Another year passed. Sometimes Teesha could feel Edwan nearby, even when others were present. None of them appeared to notice the spirit, only she. She studied and never once let pass even the smallest opportunity to do some kindness for Rashed. She bought special irons to heat, so she could curl her hair elaborately before pinning it up. Her dresses became simpler and darker in color but more elegant. Occasionally, Rashed would knock on her door and come in to find her primping or trying on some gown. After he left, Edwan would reappear in thinly disguised agitation, and Teesha would parade for him, telling him all she had worked for and how it would soon be time to leave. She did not allow herself to dwell on the unwanted thought that Rashed's opinion of her gowns was the only one that mattered.

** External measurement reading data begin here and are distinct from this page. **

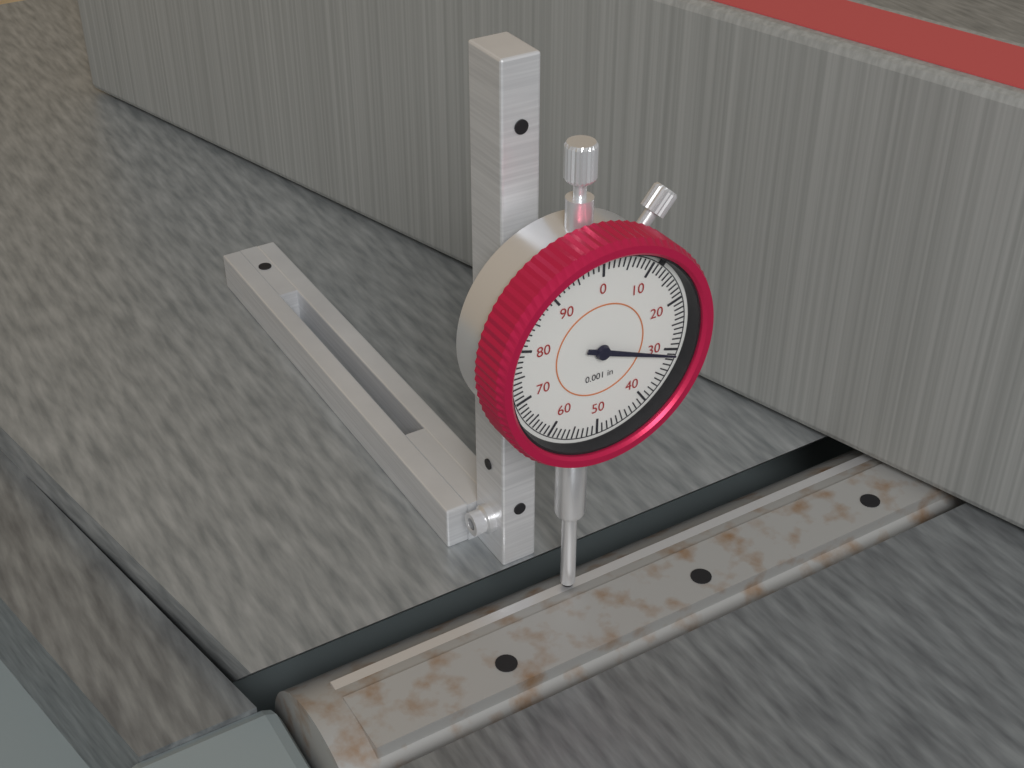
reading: 0.031 in
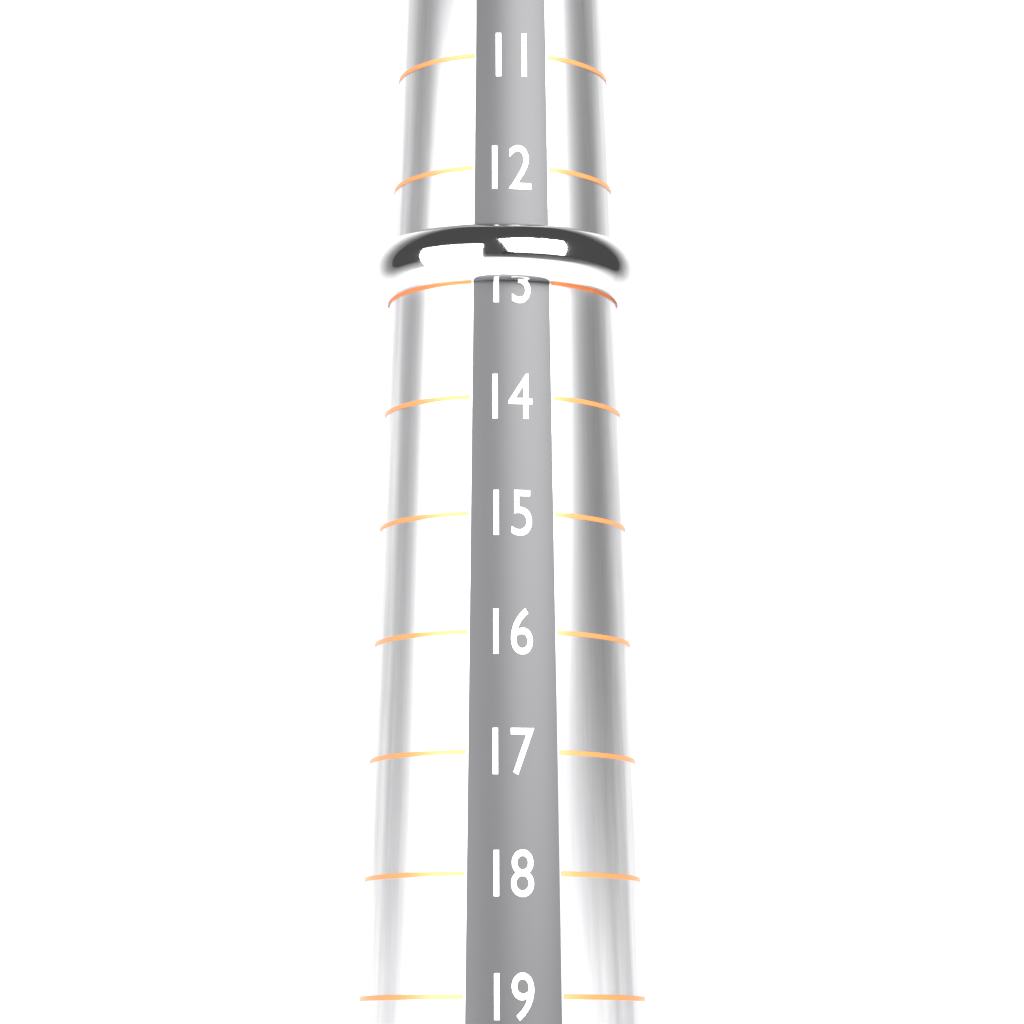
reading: 13 (no unit)
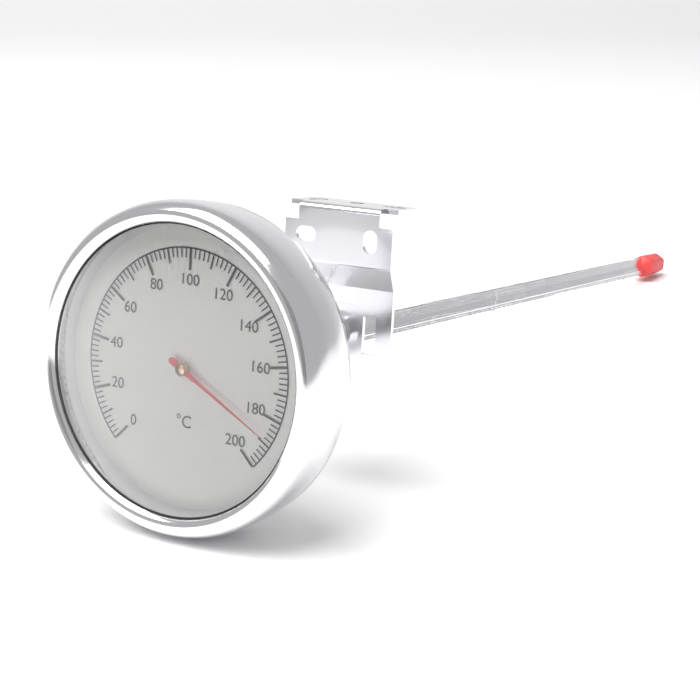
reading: 188 °C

During this phase, she actually had little to do with her master. He never touched her and rarely sought her company unless they had guests. He even stopped reveling in her obedience and simply took it for granted, as he did with Rashed. Then one night, Corische invited six lords and their ladies from southern Stravina for roast pheasant and aged spring wine.

Both Corische and Teesha had become skilled at pretending to eat. Consuming food wasn't impossible for the dead. It simply provided no sustenance, and only raw foods, particularly fruits, had any real flavor for them. Cooked flesh tasted bland and nearly repulsive. Wine was at least tolerable, sometimes pleasant.

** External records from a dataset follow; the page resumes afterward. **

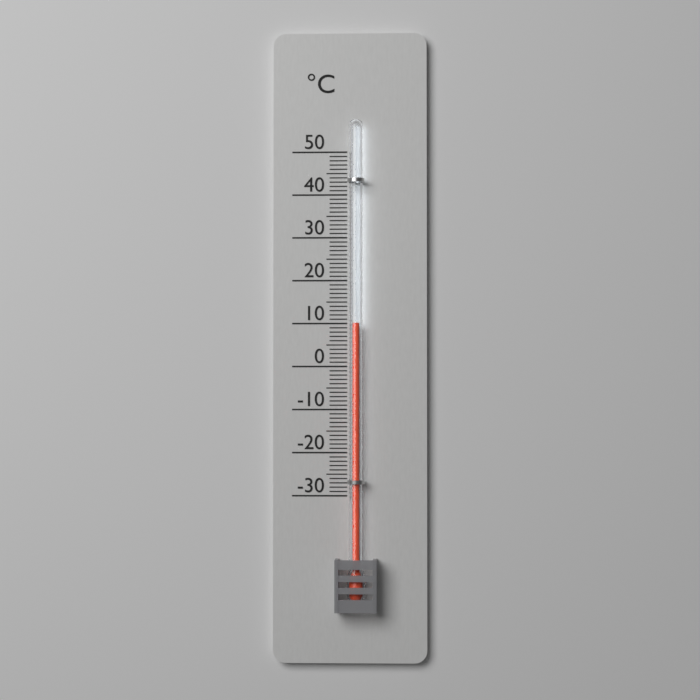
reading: 10 °C
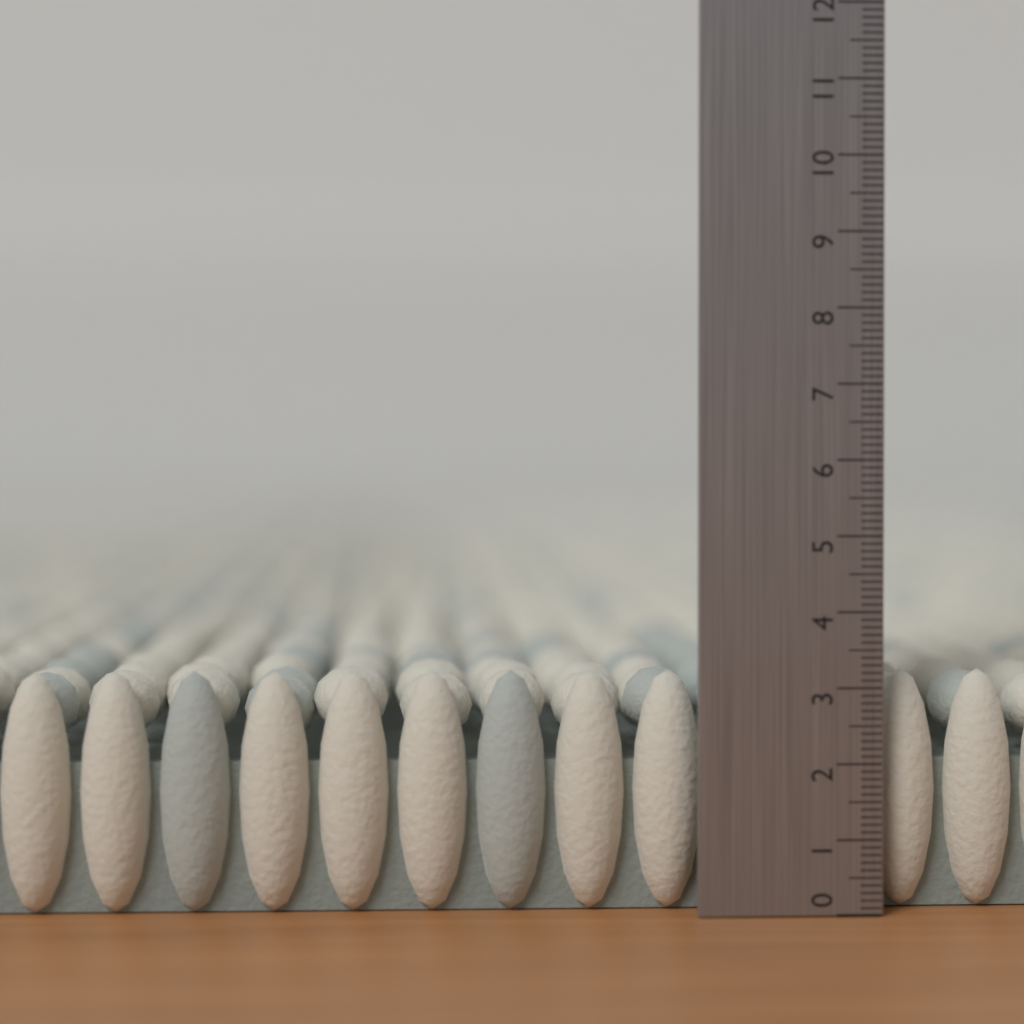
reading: 3.2 (no unit)
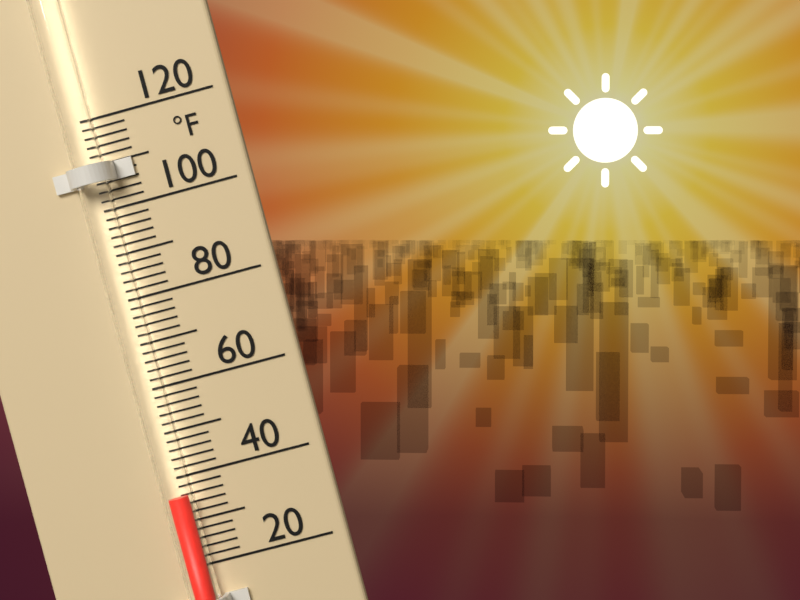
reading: 36 °F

While Corische tried to draw one of the noblemen's attention to an exquisite tapestry that Teesha had ordered from Belaski, she politely interrupted and asked the gentleman a question. She phrased it in the old, little-known Stravinan tongue spoken mainly by nobles with too much free time and too high an opinion of their bloodline. It was easy enough for her to snatch the surface thoughts from the gentleman's mind to perfect her accent by the time she finished her first sentence.

The nobleman smiled in delight, thumping his glass down as he responded. Everyone at the table suddenly switched to conversing avidly in the nearly dead tongue-everyone, that is, but Lord Corische. He sat in mild discomfort at first, perhaps a bit nervous that he had no idea what was being said around him, and then Teesha caught his eye.

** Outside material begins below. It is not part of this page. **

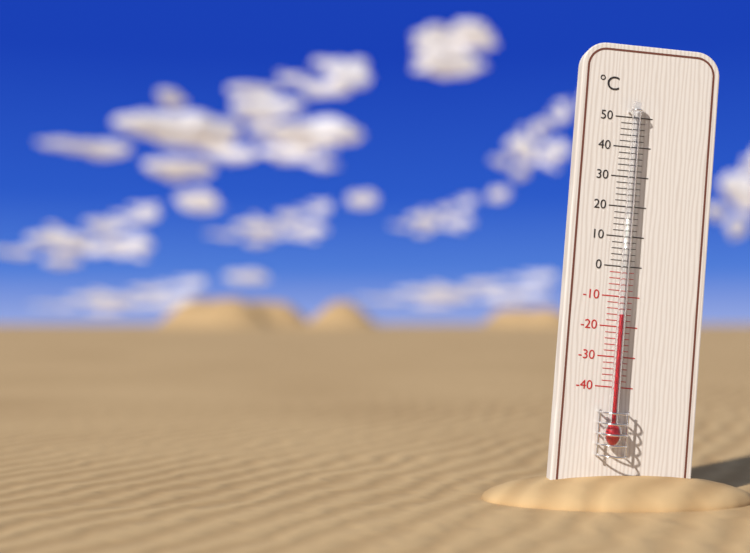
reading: -16 °C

She looked at him with all the disdain she had amassed in the years with him, and it flooded through her gaze to wash over him.

Realization dawned on Corische, and his discomfort turned to barely contained outrage. Teesha felt the initial sweet bite of satisfaction, a unique blend of triumph and revenge. The culmination of her plan was coming soon.

Shortly before dawn, after all guests were safely in bed, Corische found her by the fire. Lately, he had begun to dress like Rashed and now wore well-tailored breeches and a dark orange tunic, his chain mail abandoned.

"Do not forget your place, my lady" he said sarcastically. "I was displeased at supper."

"Truly?" She raised her perfectly plucked eyebrows and watched him take in the sight of her low-necked, black gown and plaited chocolate hair. "That is because you are not noble and could not share in our discussion. You are not even ancient." Her tone remained even and polite. "I know Rashed believes you to be old, but his good heart is easily fooled. What were you in life, my lord! A mercenary? A caravan guard? However did you escape your own master?"

Her goading struck a chord, and he stepped back, voice ragged. "You will not speak to me this way."

"Yes, my lord."

She could not disobey, but she would now openly despise him.

It took a little more time for Corische to fully grasp what she had become, and in turn, he began losing his contentment. More often than not, his frustration caused him to behave like a mannerless thug. Teesha, so much the noble in all things that mattered now, made him look coarse and low when they were seen together. No matter how he tried, he couldn't catch up on the few years she'd spent training herself while he played at his rank like an uneducated soldier. He reacted with anger, threatening her into submission, which she readily gave because she knew it wormed into him even sharper. If she altered herself and began looking and behaving like Teesha the serving girl again, how would his noble acquaintances respond? She was the only true hold he had upon his place in rank and society.